A system is an assembly of activities that acts on something in order to achieve a result. A system has a definable set of inputs, a definable transfer function between input and output and hence a definable set of outputs. We can measure the inputs and if we get the transfer function working consistently we produce the same outputs every time. A firm is a system. It converts raw material into finished goods. It converts information into knowledge. It converts assets into profits.

But why are systems so key in dealing with people? Firstly systems create order. Humans crave order. If there is chaos we will naturally order our lives so that we can effect control. We can’t control chaos. If a workforce is subject to order it will be more likely to be content. That’s not to say that the workforce wants Taylor-style management with work reduced to a singular task repeated many times. But even the artisan or craftsman craves order allowing him or her to achieve excellence in the job whilst standardising each of many discrete movements.

Secondly systems allow people to evaluate their performance, whether between groups or between firms. Humans are social animals and play in teams. Measurement allows humans to evaluate their teams against others, perhaps comparing with norms or against other firms with whom they compete in the market. Everyone wants their team to win.

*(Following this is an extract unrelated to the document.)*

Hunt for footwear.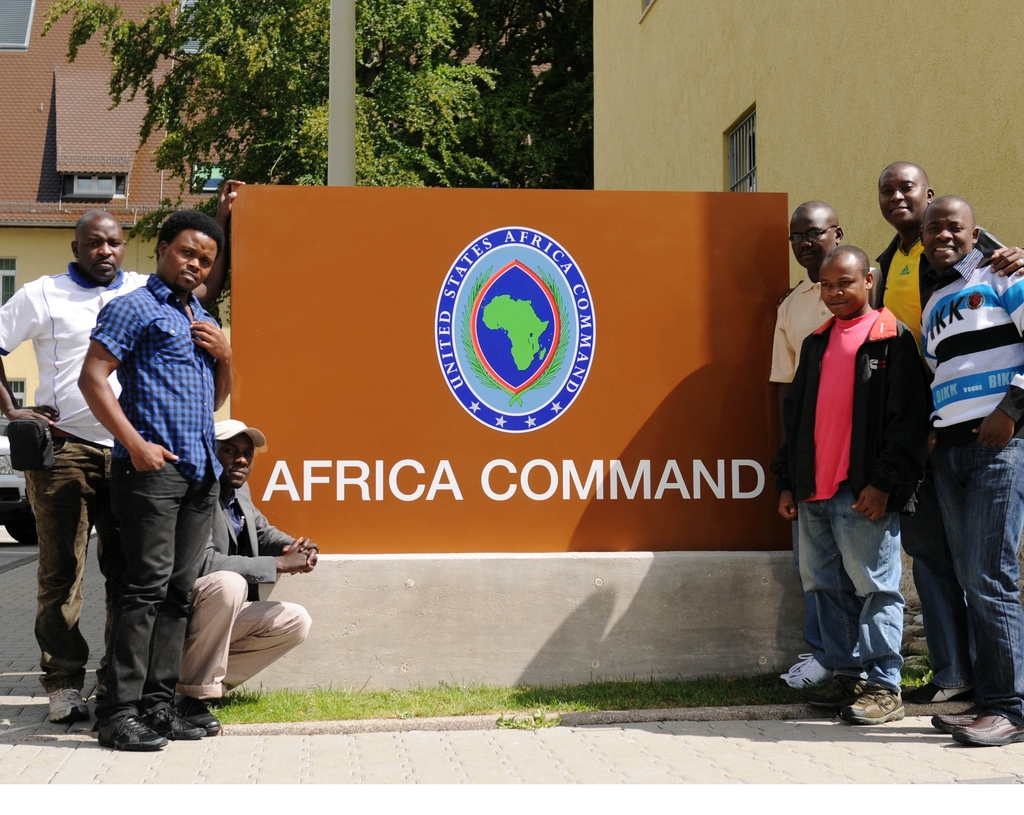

People crave order. Systems give order. Using ISO9001, teams can state how they will do things and then measure themselves against standards to create improvement. In essence this means that ISO9001 gives the framework for many people management activities.

Teams can design the way they work. This heightens engagement with value placed in having a say in that design. This leads to job evaluation with contribution valued for each role. The competence needed can be determined system by system. Competence gaps can be identified and plugged through staff development.

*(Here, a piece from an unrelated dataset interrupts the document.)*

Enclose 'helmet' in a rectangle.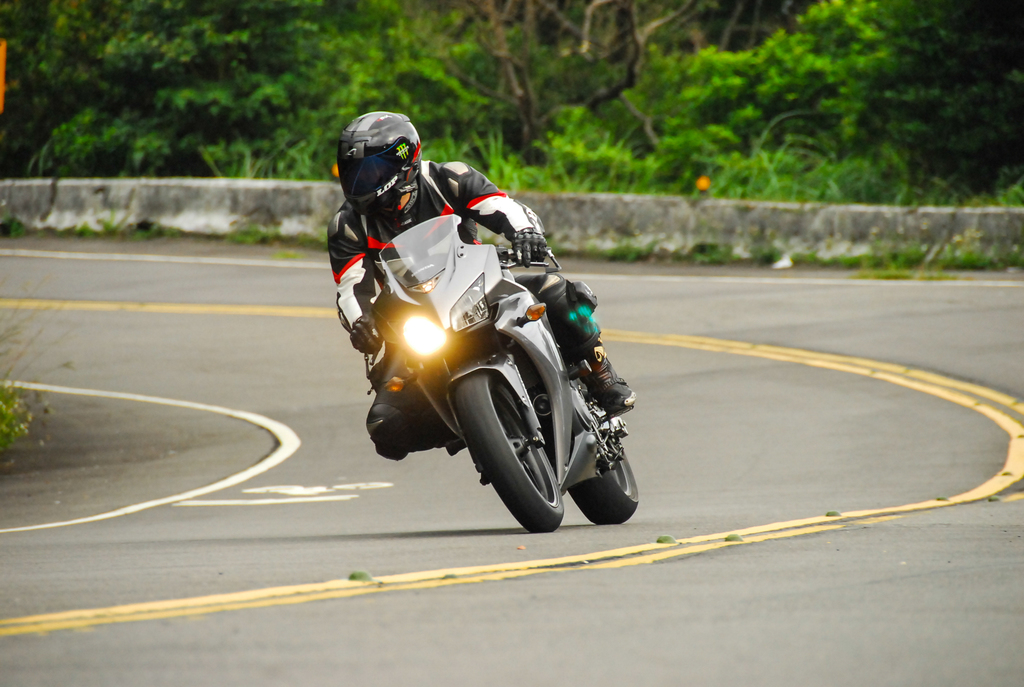
bbox(335, 114, 418, 205).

Change can be postulated and managed through change to the system(s). The need for new staff can be modelled and likewise the need for redundancy proven against the needs of the system. Many people management issues in a firm can be set against the framework of ISO9001. ISO9001 is a people management standard. Who better for help achieve the standard than people management professionals.

TimelessTime has many years of experience in managing firms to achieve and retain ISO9001 registration.

In aiding an SME to achieve registration under the standard Timeless Time will first facilitate development and expression of the various systems. It will do this with the SME principal and the staff that will run the systems. It will develop the systems using business process engineering methods, minimising wordy Quality or systems Manuals.

At all times TimelessTime consultants will focus on transferring knowledge, using systems modelling to systematise in a fashion that comes natural to the staff. And it will train staff to assess their own systems though audit. Then TimelessTime will train management in how to use the systems to effect organisational change and business improvement. For more on how TimelessTime can help go to http://www.timelesstime.co.uk/products/timeless-projects/ and http://www.timelesstime.co.uk/services/ for details of our products and services.

A little about the author

Sue Berry TimelessTime

Sue is founder Director of TimelessTime. Having gained HR experience in most business sectors and headed up HR in three very different business sectors, she is able to draw on this experience and provide clients with a bespoke service offering them the best solution for their own unique problems. She is a qualified trainer, job analyst, and is Level A and B qualified occupational psychology test user able to administer and interpret both personality and ability tests.

Sue has a BEd(Hons) in sociology, she holds a Masters degree in Human Resource Management and is Fellow of the Chartered Institute of Personnel and Development.  Her current research studies are in psychology and economics.